Sony VAIO Y detailed, hands-on
updated 04:20 pm EST, Mon January 11, 2010
VAIO Y light, reasonably fast, but not premium
Sony's only completely unique notebook launched at CES was the VAIO Y, and accordingly we took time at CES to both get added details as well as to try it ourselves. It's the Japanese giant's first system using Intel's CULV (Consumer Ultra Low Voltage) processors and is designed to be reasonably light (4 pounds) and thin (1.2 inches) while still including a 13.3-inch screen and a long-lived battery at a reasonable price. At the show, we checked to see if this mix is likely to bear fruit.
As a design, our view is somewhat mixed. It's actually a fairly attractive, simple notebook, but it seems unusually "fat" for a notebook that lacks an optical drive and uses a low-power processor. The construction appears sturdy and is likely to hold up to the abuse an ultraportable tends to take; despite the magnesium shell, though, the material on the palm rest and elsewhere seems to be plastic instead of the much more reassuring metal of the (admittedly much more expensive) VAIO Z. Sony's recent keyboards have generally been solid since moving to the chiclet design, and that remains true here.

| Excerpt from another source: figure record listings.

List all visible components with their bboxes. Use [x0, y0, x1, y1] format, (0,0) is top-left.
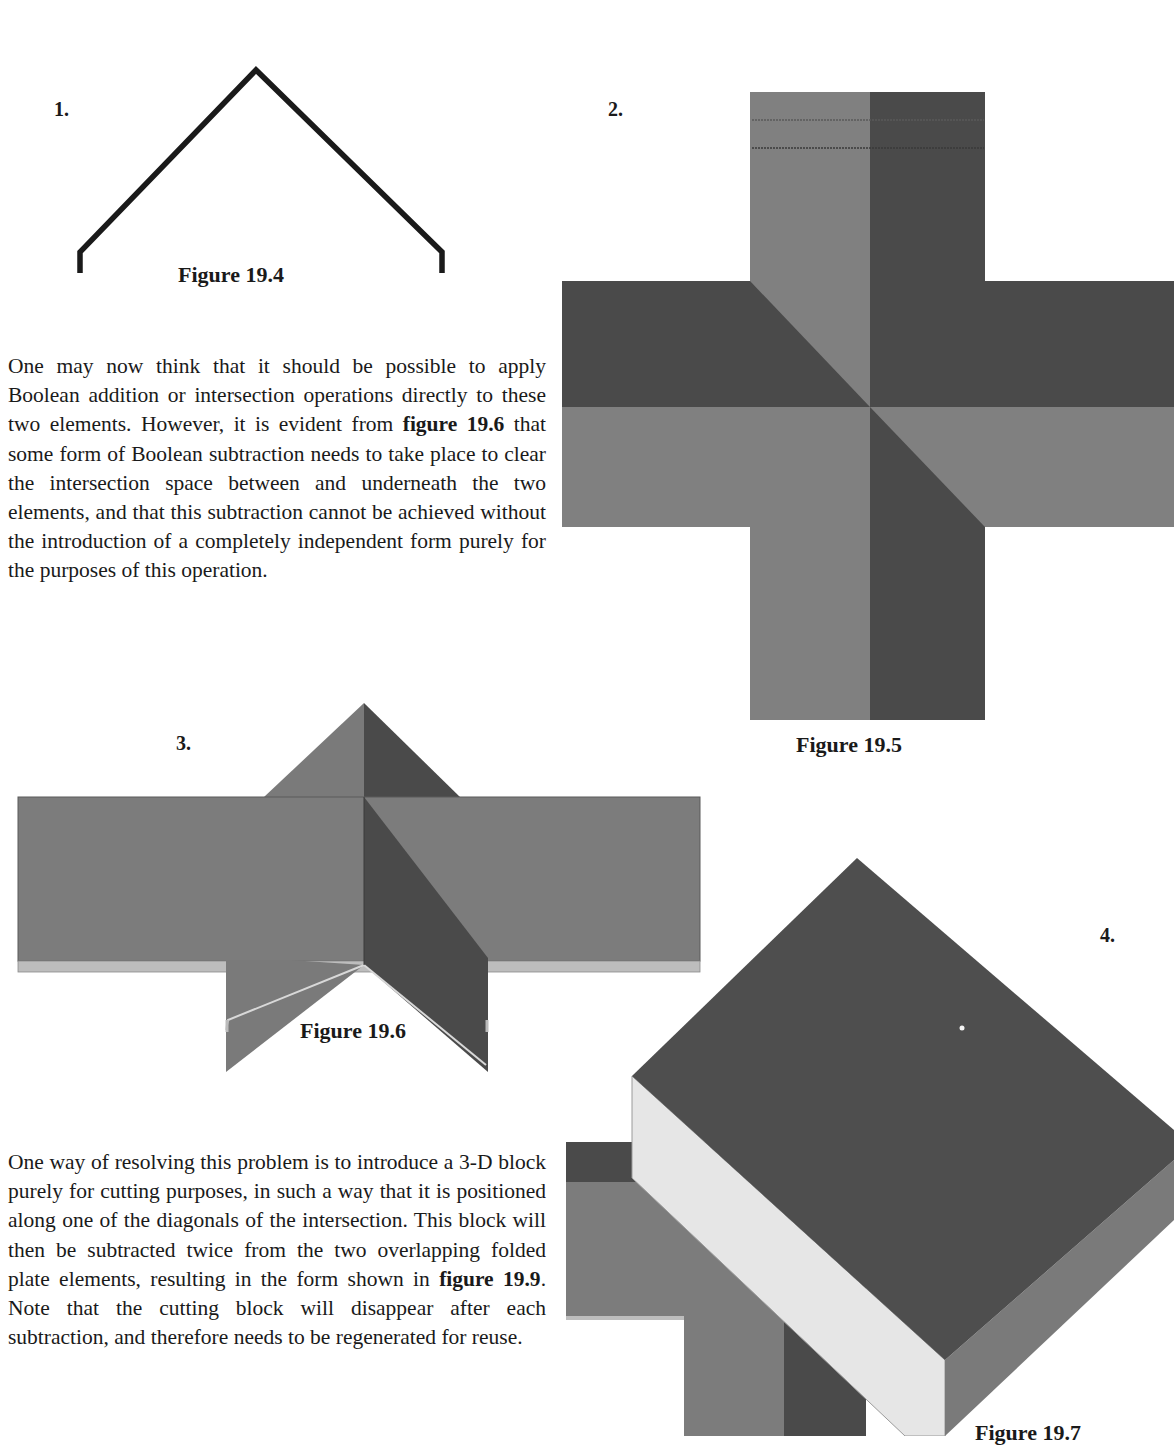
figure-caption-19-5: Figure 19.5 [796, 732, 902, 758]
figure-reference-19-6: figure 19.6 [403, 412, 505, 436]
body-paragraph-1: One may now think that it should be poss… [8, 352, 546, 586]
body-paragraph-2: One way of resolving this problem is to … [8, 1148, 546, 1352]
figure-caption-19-6: Figure 19.6 [300, 1018, 406, 1044]
figure-number-4: 4. [1100, 924, 1115, 947]
figure-caption-19-4: Figure 19.4 [178, 262, 284, 288]
figure-caption-19-7: Figure 19.7 [975, 1420, 1081, 1446]
para1-text-b: that some form of Boolean subtraction ne… [8, 412, 546, 582]
figure-reference-19-9: figure 19.9 [439, 1267, 541, 1291]
figure-number-2: 2. [608, 98, 623, 121]
figure-number-3: 3. [176, 732, 191, 755]
figure-number-1: 1. [54, 98, 69, 121]
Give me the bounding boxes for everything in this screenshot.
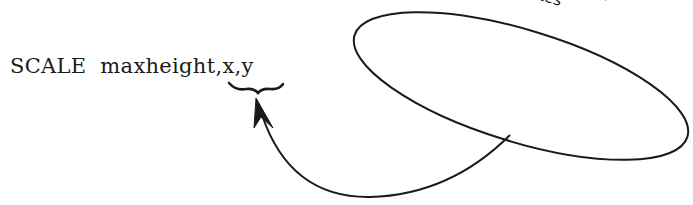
arrowhead-icon [254, 98, 273, 128]
brace-icon [229, 83, 283, 93]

Performance thankfully makes up for it. The Y isn't a full-size notebook and so won't handle 1080p or recent games elegantly, but it's fast compared to most CULV systems. Sony has opted for the high road and used a 1.3GHz Core 2 Duo instead of the Core 2 Solo and Celeron processors that dominate the category. Battery life wasn't something we could verify on the show floor, but at 7 hours even with brightness at full, it should at least last longer than most full-size notebooks.

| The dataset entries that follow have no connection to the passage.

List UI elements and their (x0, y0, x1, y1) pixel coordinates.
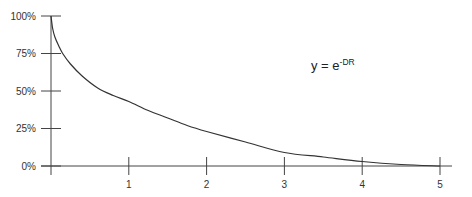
x-tick-label: 3 (282, 179, 288, 190)
x-tick-label: 1 (126, 179, 132, 190)
decay-curve (51, 16, 440, 166)
formula-base: y = e (311, 58, 340, 73)
y-tick-label: 50% (16, 86, 36, 97)
x-tick-label: 2 (204, 179, 210, 190)
y-tick-label: 0% (22, 161, 37, 172)
formula-annotation: y = e-DR (311, 57, 355, 73)
x-tick-label: 4 (359, 179, 365, 190)
x-tick-label: 5 (437, 179, 443, 190)
axes (41, 16, 452, 175)
ticks (41, 16, 440, 175)
formula-superscript: -DR (340, 57, 355, 67)
y-tick-label: 75% (16, 48, 36, 59)
y-tick-label: 100% (10, 11, 36, 22)
chart: 0%25%50%75%100%12345 y = e-DR (0, 0, 472, 197)
y-tick-label: 25% (16, 123, 36, 134)
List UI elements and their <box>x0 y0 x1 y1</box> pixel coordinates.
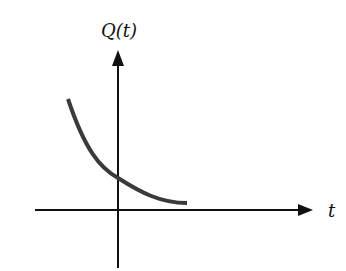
x-axis-arrow-icon <box>298 204 313 216</box>
x-axis-label: t <box>328 200 336 221</box>
decay-curve <box>68 99 187 203</box>
decay-graph: Q(t) t <box>0 0 346 271</box>
y-axis-label: Q(t) <box>101 20 137 41</box>
y-axis-arrow-icon <box>112 50 124 66</box>
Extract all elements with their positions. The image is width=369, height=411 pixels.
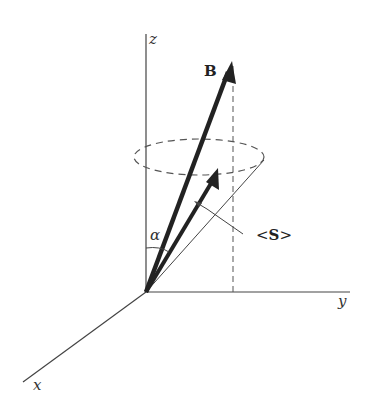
spin-close-bracket: > <box>279 226 292 244</box>
b-vector-label: B <box>204 62 217 80</box>
x-axis <box>23 292 146 382</box>
x-axis-label: x <box>33 376 42 394</box>
alpha-label: α <box>150 226 160 244</box>
b-arrowhead-icon <box>222 61 236 84</box>
precession-diagram: z y x B α <S> <box>0 0 369 411</box>
z-axis-label: z <box>148 30 157 48</box>
spin-open-bracket: < <box>256 226 269 244</box>
spin-symbol: S <box>269 226 280 244</box>
alpha-arc <box>146 248 169 253</box>
s-leader-line <box>197 203 243 234</box>
y-axis-label: y <box>337 292 347 310</box>
spin-expectation-label: <S> <box>256 226 292 244</box>
cone-edge-right <box>146 160 264 292</box>
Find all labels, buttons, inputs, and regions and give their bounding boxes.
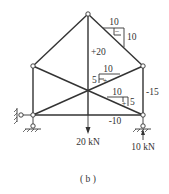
lower-triangle-vertical: 5	[130, 97, 135, 107]
node-bottom-left	[31, 113, 35, 117]
slope-triangle-upper-diagonal: +	[99, 74, 120, 85]
svg-text:+: +	[122, 99, 127, 108]
load-arrow-20kn	[86, 115, 91, 134]
top-triangle-vertical: 10	[127, 32, 137, 42]
node-left-mid	[31, 64, 35, 68]
node-bottom-right	[141, 113, 145, 117]
svg-text:−: −	[115, 27, 120, 36]
slope-triangle-lower-diagonal: +	[107, 97, 128, 108]
reaction-arrow-10kn	[141, 129, 145, 140]
node-right-mid	[141, 64, 145, 68]
bottom-chord-force: -10	[109, 116, 122, 126]
left-rafter	[33, 14, 88, 66]
truss-members	[33, 14, 143, 115]
slope-triangle-top-right: −	[103, 27, 124, 47]
truss-diagram: 20 kN − 10 10 +20 + 10 5 + 10 5 -15 -10	[0, 0, 169, 194]
left-horizontal-support	[14, 108, 33, 124]
node-top	[86, 12, 90, 16]
right-vertical-force: -15	[146, 87, 159, 97]
center-vertical-force: +20	[91, 47, 106, 57]
upper-triangle-horizontal: 10	[103, 64, 113, 74]
upper-triangle-vertical: 5	[92, 75, 97, 85]
top-triangle-horizontal: 10	[109, 17, 119, 27]
reaction-label: 10 kN	[131, 142, 155, 152]
center-load-label: 20 kN	[76, 137, 100, 147]
lower-triangle-horizontal: 10	[112, 87, 122, 97]
left-vertical-support	[23, 115, 41, 132]
right-vertical-support	[133, 115, 151, 132]
figure-caption: ( b )	[80, 174, 96, 185]
svg-text:+: +	[103, 76, 108, 85]
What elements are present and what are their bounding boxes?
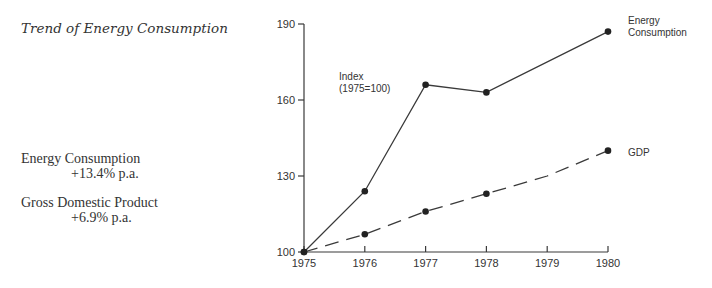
y-tick-label: 130: [277, 170, 295, 182]
legend-energy-line2: Consumption: [628, 27, 687, 38]
data-point-marker: [301, 249, 308, 256]
x-tick-label: 1977: [413, 257, 437, 269]
data-point-marker: [422, 82, 429, 89]
index-annotation-line1: Index: [339, 71, 363, 82]
data-point-marker: [483, 190, 490, 197]
x-tick-label: 1976: [353, 257, 377, 269]
line-chart: 100130160190197519761977197819791980 Ind…: [0, 0, 712, 288]
legend-gdp: GDP: [628, 147, 650, 158]
y-tick-label: 160: [277, 94, 295, 106]
chart-axes: 100130160190197519761977197819791980: [277, 18, 621, 269]
energy-consumption-line: [304, 32, 608, 252]
x-tick-label: 1975: [292, 257, 316, 269]
data-point-marker: [605, 147, 612, 154]
x-tick-label: 1979: [535, 257, 559, 269]
x-tick-label: 1980: [596, 257, 620, 269]
chart-series: [301, 28, 612, 255]
x-tick-label: 1978: [474, 257, 498, 269]
data-point-marker: [483, 89, 490, 96]
data-point-marker: [605, 28, 612, 35]
data-point-marker: [422, 208, 429, 215]
legend-energy-line1: Energy: [628, 15, 660, 26]
y-tick-label: 190: [277, 18, 295, 30]
index-annotation-line2: (1975=100): [339, 83, 390, 94]
data-point-marker: [362, 231, 369, 238]
gdp-line: [304, 151, 608, 252]
data-point-marker: [362, 188, 369, 195]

Pricing may be the one real point of contention for most buyers: while it's well-outfitted for a CULV system, at $800 the stock VAIO Y (4GB of RAM, 320GB hard drive) is priced at the same level as some much faster if heavier notebooks with optical drives. We'll find out when the system ships in the near future. In the meantime, buyers may also want to look at a $1,000 high-end model that carries a 500GB drive, Windows 7 Pro and a second, extended battery.